Saturday, August 26, 2017

Ten Year Series Mentality Amongst Investors

I just experienced how tough it is to be in the investment education business.

Like Brian Halim, I was invited to TUB's value investing seminar. You can check out Brian's account of today's event here.

A big problem which plagues the business is that investors have this Ten Year Series mentality. They want to skip the entire process of figuring out how to invest and go directly into buying the stocks that is  owned by the information vendor. Just like a secondary school student, they just want the model answers and do not really care for the process.

This is highly dangerous for both the vendor and the customer.

Some blog articles ago, I spoke about the danger of getting paid in a public seminar and then mentioning stock names too overtly and then running the risk of contravening the Securities and Futures Act. I'm glad that neither Terence nor John bowed to client pressure in today's talk.

The customer suffers as well as he or she would also not have a plan of exit buying the stock because there is no clear idea of the conditions which arose to make the purchase in the first place.

At this stage, on balance, I think we need to be fair to the vendor. Filtering the stocks and going through the bottom up process to select stocks for one's portfolio is tough work involving quite a lot of man-hours. To expect the model answers after paying $20 is not being reasonable at all.

Besides, I actually felt that Terence and John probably revealed too much in today's session because I was definitely confident that I can reverse engineer their processes to produce returns which will be similar to what they can replicate in their portfolios.

But I will NOT do this because I really want these plucky entrepreneurs to succeed in Singapore.

Instead, over the next few days I will verify their investment thesis by back-testing a few of their investment ideas to give everyone a hint of whether what they claim is true at least for the local markets :

a) For John, I will verify the effectiveness of growth metrics combining CAGR (net profit), low D/E and a PEG below 1 to see if claims of outperformance are true along with semivariance information to see if it comes with a greater downside. It is time for me to gain some useful insight into growth investing.
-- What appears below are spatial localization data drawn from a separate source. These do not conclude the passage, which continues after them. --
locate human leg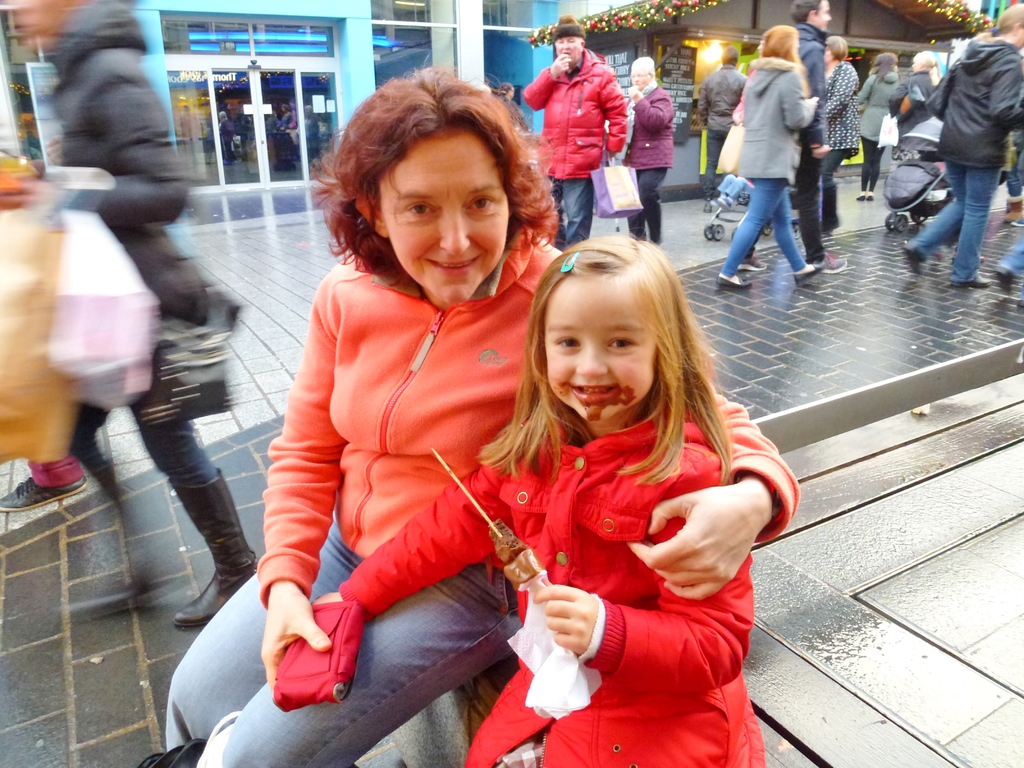
crop(872, 143, 890, 191)
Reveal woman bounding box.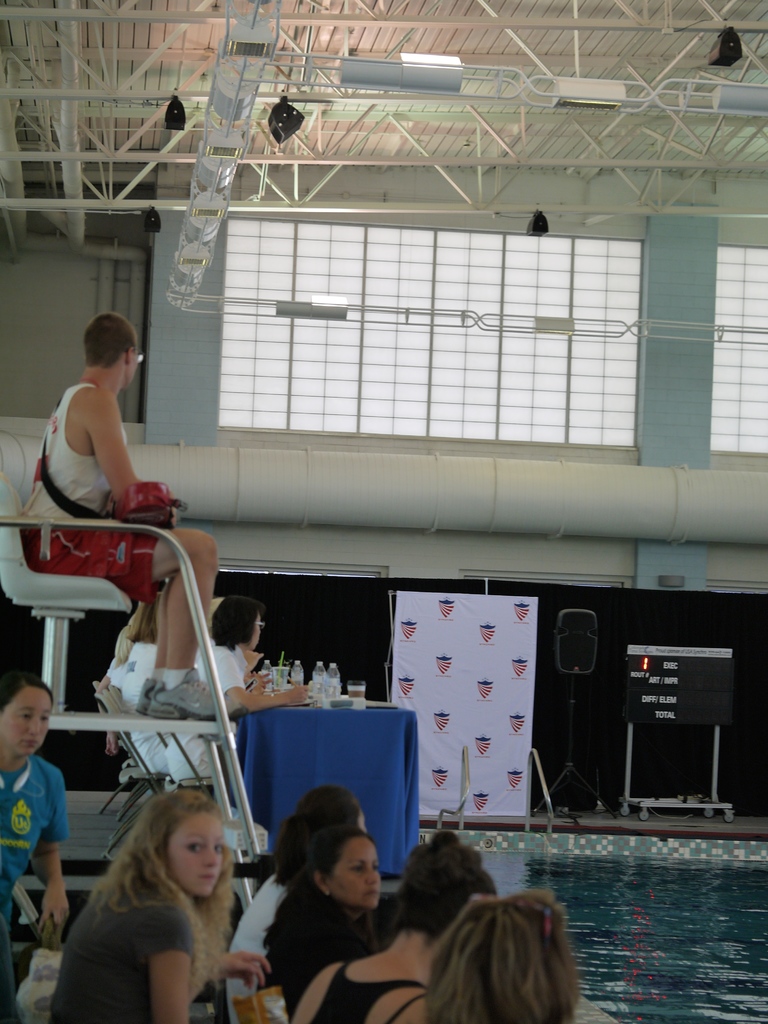
Revealed: bbox=(47, 775, 270, 1020).
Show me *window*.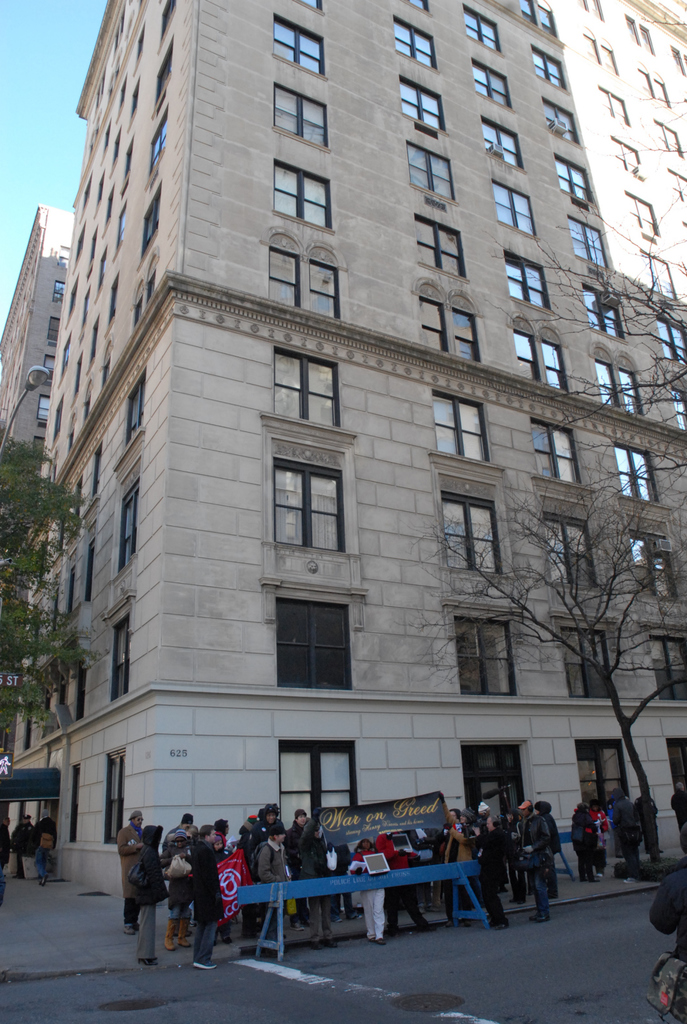
*window* is here: rect(301, 239, 350, 319).
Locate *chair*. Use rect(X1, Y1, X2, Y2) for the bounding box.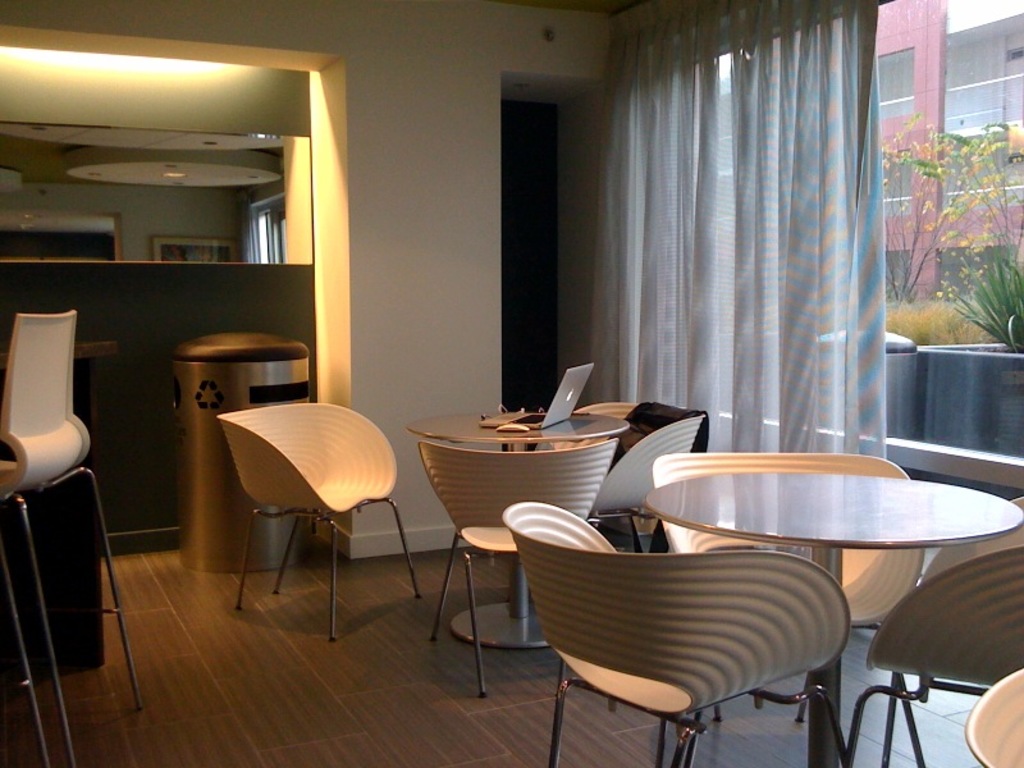
rect(650, 453, 928, 767).
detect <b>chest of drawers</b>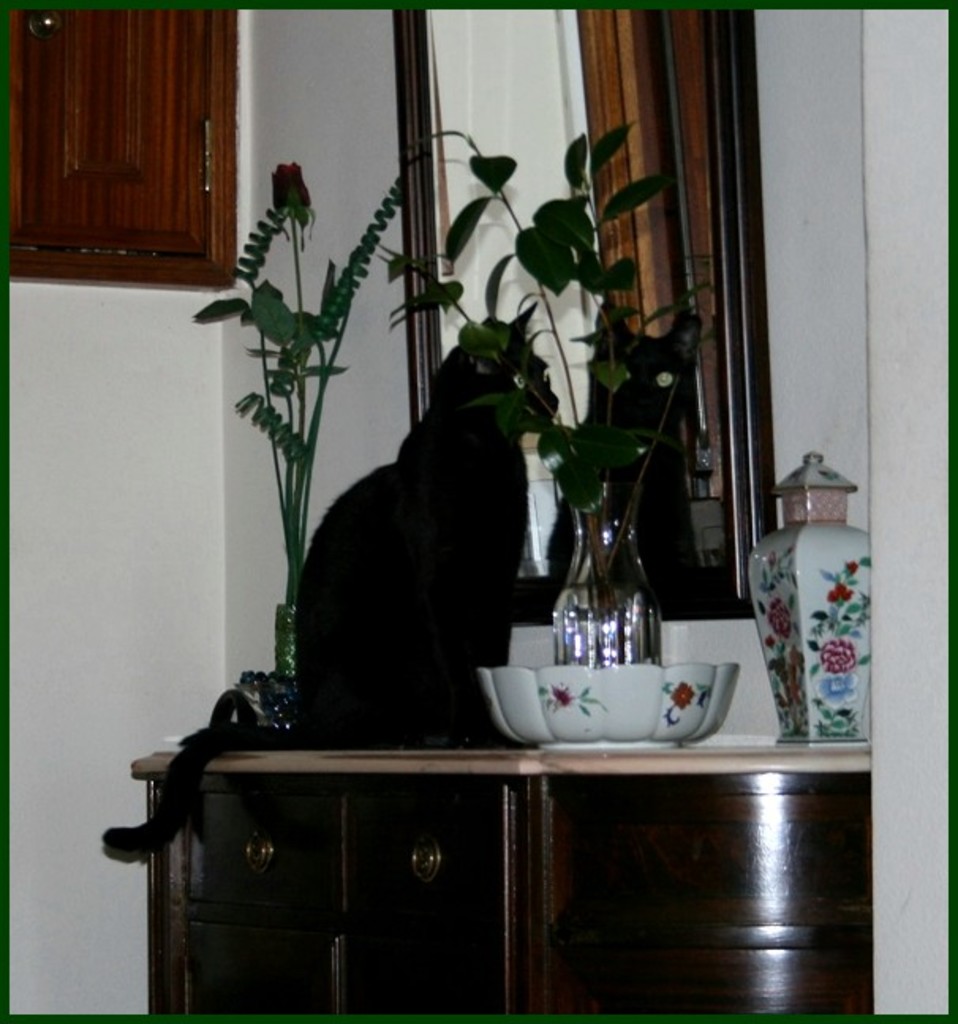
x1=130 y1=738 x2=874 y2=1018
b) For Terence, I am already relatively confident about his claims because I have tested some of his ideas independently on my own but I would focus on two of his novel suggestions : his dividend yield to price/book ratio idea and his management capability ratio represented by price/book value divided by return on equity.

Hopefully, I would be able to share return characteristics and the expected volatility of these portfolios.

And no, I will not share the actual stock picks from my stock screens.

Either you do your own due diligence or pay these guys because they've done fairly solid work to show you how to outperform the markets.